Is it a national psyche thing with us? Do we have a fixation with treating our biggest headaches with kid gloves? We have made a fad out of people who should be doing hard labour in some remote prison "falling ill" and being admitted to the country's plushest hospital wards – that is, when the legal system does manage to come close to them. We suffer the most absolutely outrageous nonsense and abuse from people in critical power positions and then generally laugh it off by saying, politicians are like this only. When we do occasionally actually manage to catch molesters and rapists, someone or the other is instantly concerned whether the "future of the boy will be spoilt" if he is treated harshly.

 

Perhaps, sometime in his infancy, the poor baby's nanny didn't give him enough affection, so he developed behavioural problems. Couldn't really help it, could he?

 

In our political system, we tolerate, even encourage, the people who rave and rant the most, the ones who threaten to bring life to a standstill and break the bones of ordinary people walking past after a day at work, stop trains, set buses alight - for no bloody reason beyond proving that they can do it. In our families, we often give self-obsessed misfits amazing leeway in the name of 'keeping everyone together', and let people who don't give a damn for anyone else ride roughshod and get their way, while everyone else 'adjusts'. In our workplaces, we exhibit great tolerance for drama and theatrics, usually shying away from belling the problematic cats, and instead, often work to mollify the ones who can give us the greatest headache – just so we can "settle the issue".

 

Is there something here in our collective social reflexes that has a clue to why Kasab smiles as he watches the process of 'proving' that he actually was there, putting slugs into everyone he came across on 26/11? Does he expect someone to convincingly argue something along the lines that he is just a emotionally disturbed little boy who is being unfairly victimised by a grand conspiracy? Or does he hope that something will work out to get him out of there long before the sentencing – and the execution of the sentence – ever comes to its logical conclusion. I wouldn't know. But if there is any set of fundamentally very different reasons to have Kasab cheerful, I, for one, can't figure it out.

 

Aren't we, as a nation, falling into the trap of finding justifications for everything done, and of treating all categories of people who are a pain to the rest and quite proud of it – local goons and school bullies, workplace cacklers, family "rebels", arsonists, criminals, psychopaths, and mass murderers – with great attention, concern, even deference?
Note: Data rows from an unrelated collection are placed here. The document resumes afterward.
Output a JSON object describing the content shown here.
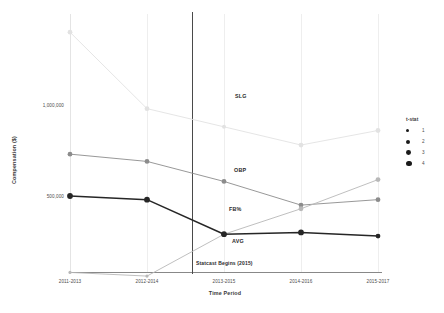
{
  "chart_data": {
    "type": "line",
    "title": "",
    "xlabel": "Time Period",
    "ylabel": "Compensation ($)",
    "categories": [
      "2011-2013",
      "2012-2014",
      "2013-2015",
      "2014-2016",
      "2015-2017"
    ],
    "ylim": [
      0,
      1500000
    ],
    "yticks": [
      500000,
      1000000
    ],
    "ytick_labels": [
      "500,000",
      "1,000,000"
    ],
    "grid": "vertical-only",
    "legend": {
      "title": "t-stat",
      "position": "right",
      "entries": [
        {
          "label": "1",
          "size": 3.2
        },
        {
          "label": "2",
          "size": 4.0
        },
        {
          "label": "3",
          "size": 4.8
        },
        {
          "label": "4",
          "size": 5.8
        }
      ]
    },
    "annotations": [
      {
        "name": "statcast-marker",
        "text": "Statcast Begins (2015)",
        "x_category": "2013-2015"
      }
    ],
    "series": [
      {
        "name": "SLG",
        "color": "#e2e2e2",
        "label": "SLG",
        "values": [
          1400000,
          980000,
          880000,
          780000,
          860000
        ],
        "tstat": [
          3,
          3,
          2,
          3,
          3
        ]
      },
      {
        "name": "OBP",
        "color": "#8c8c8c",
        "label": "OBP",
        "values": [
          730000,
          690000,
          580000,
          450000,
          480000
        ],
        "tstat": [
          3,
          3,
          3,
          3,
          3
        ]
      },
      {
        "name": "FB%",
        "color": "#b8b8b8",
        "label": "FB%",
        "values": [
          80000,
          60000,
          290000,
          430000,
          590000
        ],
        "tstat": [
          1,
          1,
          2,
          3,
          3
        ]
      },
      {
        "name": "AVG",
        "color": "#262626",
        "label": "AVG",
        "values": [
          500000,
          480000,
          290000,
          300000,
          280000
        ],
        "tstat": [
          4,
          4,
          4,
          4,
          3
        ]
      }
    ]
  }
}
We may well be a nation that takes great pride in its value system, but increasingly, we seem to be placing one value above all else. The ultimate, almost aspirational index of how much attention someone will command in many ways is increasingly, consistently, his nuisance value.

 

Meanwhile, I can't stand the theatrics. Maybe we'll see a soap opera on it all soon – it has the mandatory "K" anyways, which is usually all that is needed to justify a script. In the meantime, I wish someone would wipe the smile off the bugger's face. With apologies to Hobbes, but for someone who brought to us continual fear and the danger of violent death, do we need to be remorseful if his life is solitary, nasty, brutish  - and short?